Media-Prominent Scientists Dominate Climate Policy, Rather Than Authors Producing Highest Quality Research

Media-Prominent Scientists Dominate Climate Policy, Rather Than Authors Producing Highest Quality Research

Basil Mahfouz

The 28th United Nations Climate Change Conference (COP28) in Dubai has highlighted the need to embed high-quality scientific insights into global climate policy.

My PhD research at UCL’s Department of Science, Technology, Engineering, and Public Policy, is focused on developing new methods for measuring the capability of policy makers to utilise high-quality scholarly research. Since the start of 2023, I’ve been working closely with supervisors Professor Sir Geoff Mulgan, Professor Licia Capra, and Elsevier’s International Centre for the Study of Research (ICSR) to analyse whether policymakers are systematically using high-quality climate research in their decision-making processes.

Initial findings suggest policymakers may be disproportionately influenced by the opinions of scientists who feature heavily in mainstream media, rather than a broader spectrum of experts.

In the Elsevier SDG mapping initiative, almost 30 million research publications have been categorized as tackling one of the 17 United Nations Sustainable Development Goals.

Utilizing this classification, we identified 331,907 research articles related to SDG 13: Climate Action, published between 2005 and 2021. Approximately 22% of these articles were cited in policy documents indexed in the Overton database.

In the first test, we wanted to check if the articles that were cited in policy also have high academic impact. To do this, we examined a series of bibliometric indicators commonly associated with research excellence, such as citation counts, journal impact factors, and author h-indices. Our hypothesis was that papers with high scores in academic impact indicators would be those most frequently cited in policy.

To test this hypothesis, we employed machine learning methods to analyse the extent to which these academic impact indicators predict a paper’s citation in policy documents. Contrary to our expectations, the results showed that our model was a poor fit, correctly predicting 10% of articles that were cited in policy. This finding suggests that there is no observable relationship between research quality and climate policy impact. Rather, other, non-academic factors may be playing a significant role in determining which papers are being cited in policy. 

Despite the model’s poor overall fit, it revealed that media mentions are 22 times more influential than journal metrics, twice as influential as author level metrics, and 30% more influential than article-level metrics at explaining why a paper is cited in policy. The data suggests that policymakers may be relying on the media as a knowledge broker for identifying climate evidence. Indeed, less than 10% of authors account for over 90% of all climate policy citations and 79% of all climate research coverage in the media. Yet these influential authors are not necessarily academic leaders in their fields. Only one-third of these highly cited authors in policy are among the top 20% most academically cited researchers in climate research. Further analysis revealed a moderate positive correlation (r=0.54) between the frequency of an author’s research mentions in the media and their policy citation count. This pattern raises questions about the criteria for policy citations and the role of media visibility in shaping policy-relevant research landscapes.

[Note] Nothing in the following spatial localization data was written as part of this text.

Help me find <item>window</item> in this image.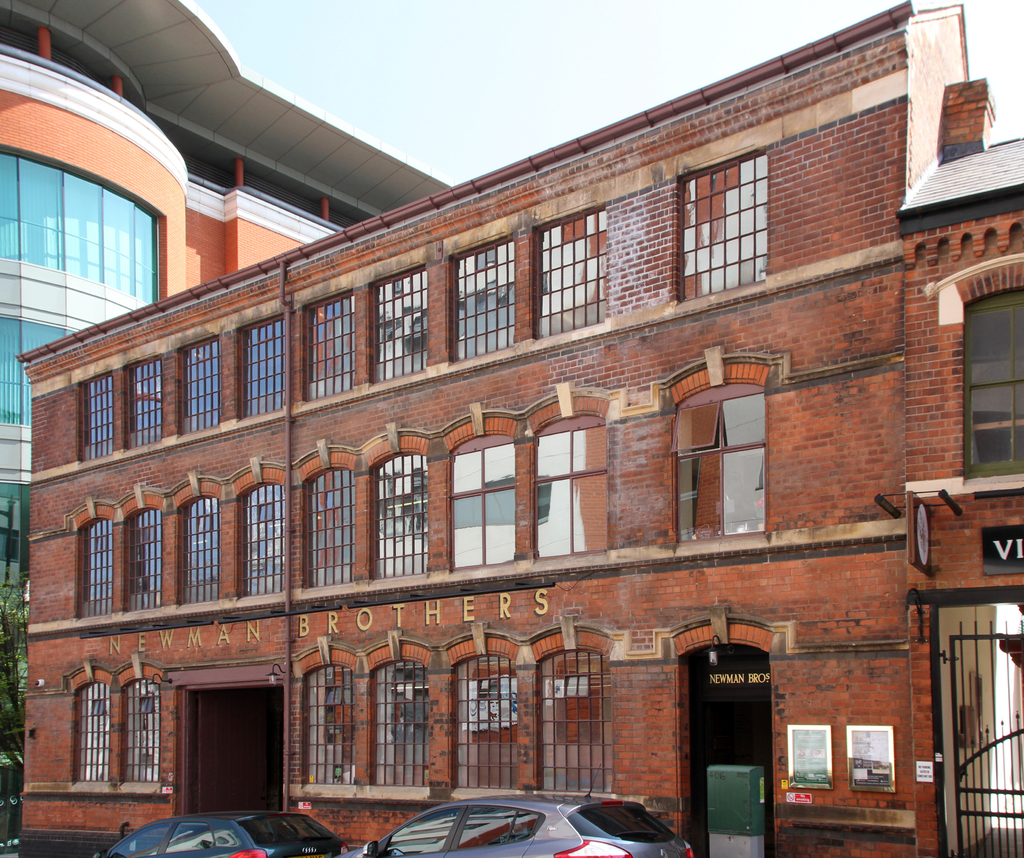
Found it: 129, 509, 170, 617.
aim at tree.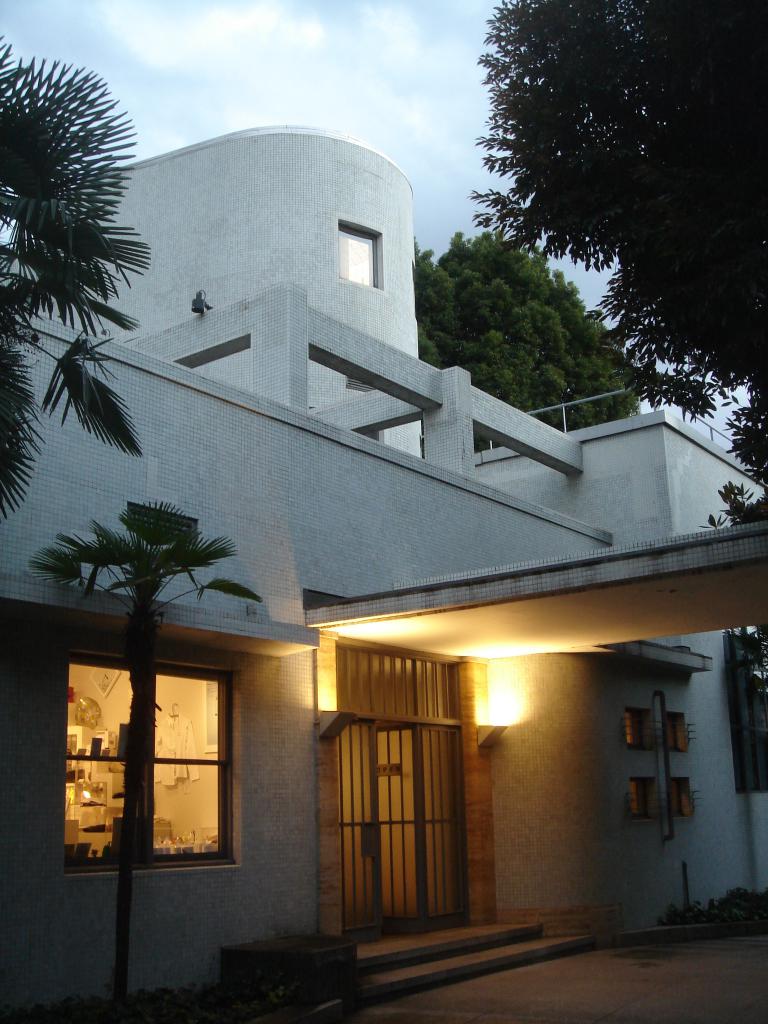
Aimed at detection(398, 210, 645, 460).
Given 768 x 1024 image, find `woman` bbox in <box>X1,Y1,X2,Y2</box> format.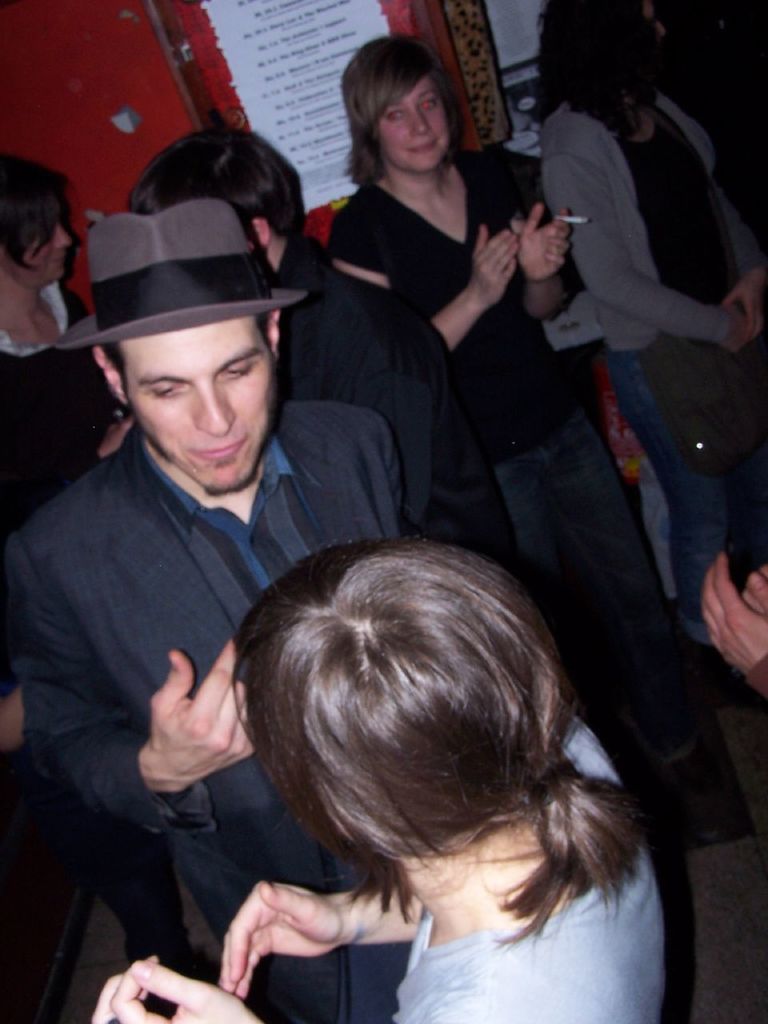
<box>0,153,147,559</box>.
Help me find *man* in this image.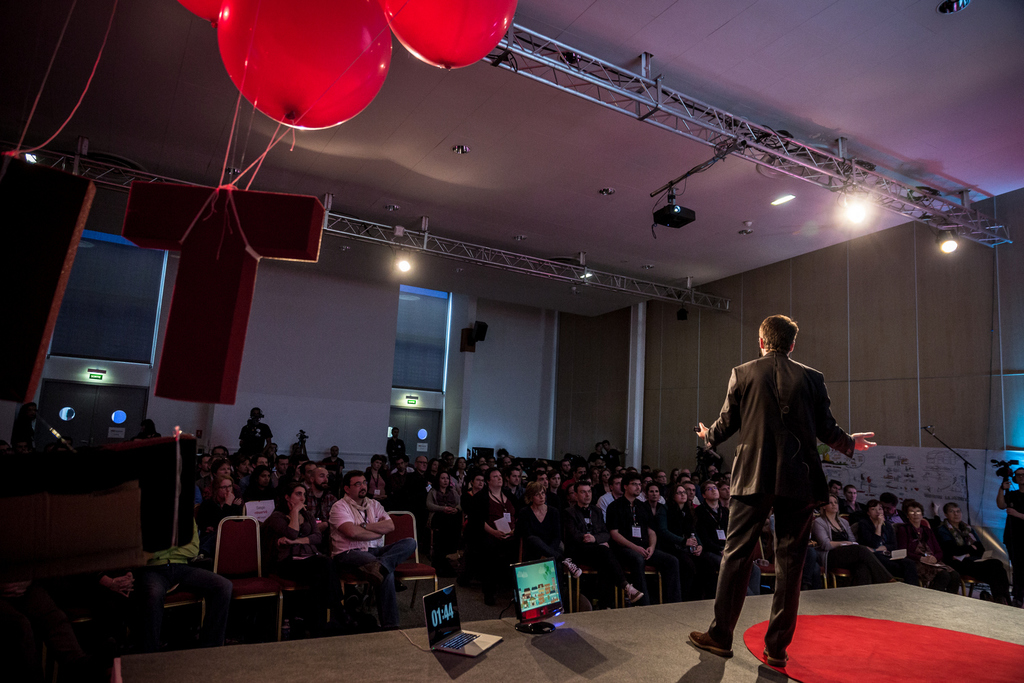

The current system, with its overreliance on a limited set of researchers, particularly those with high media visibility, may not be serving the global need for high quality scientific insights. The media is not an adequate knowledge broker between the scientific and policy domains. Such an approach not only risks compromising the quality of research influencing policy decisions but also leads to a strong geographical bias. Although publishing slightly fewer papers than China, the United States alone accounts for 24.55% of all policy citations. The disparity in citation ratios across countries, especially between the global north and south is stark, even when controlling for research quality. For instance, while the Netherlands enjoys a high citation ratio of 43.13%, countries like Malaysia and the Russian Federation experience substantially lower ratios, at 6.41% and 7.48%, respectively. This pattern reveals a troubling underrepresentation of research from the Global South, potentially side-lining valuable perspectives and contributions in global climate discourse. 

In conclusion, our study highlights the urgent need to revaluate how climate policymakers access scientific research. The data points to a system of over reliance on media to identify key researchers, which risks side-lining crucial perspectives, particularly from underrepresented regions like the Global South, and compromises the quality and comprehensiveness of scientific inputs. In light of the complex, global nature of climate change, it’s imperative to establish more inclusive and equitable approaches, which ensure that high-quality research from across the globe, irrespective of media presence, is recognized and effectively harnessed in climate policy-making.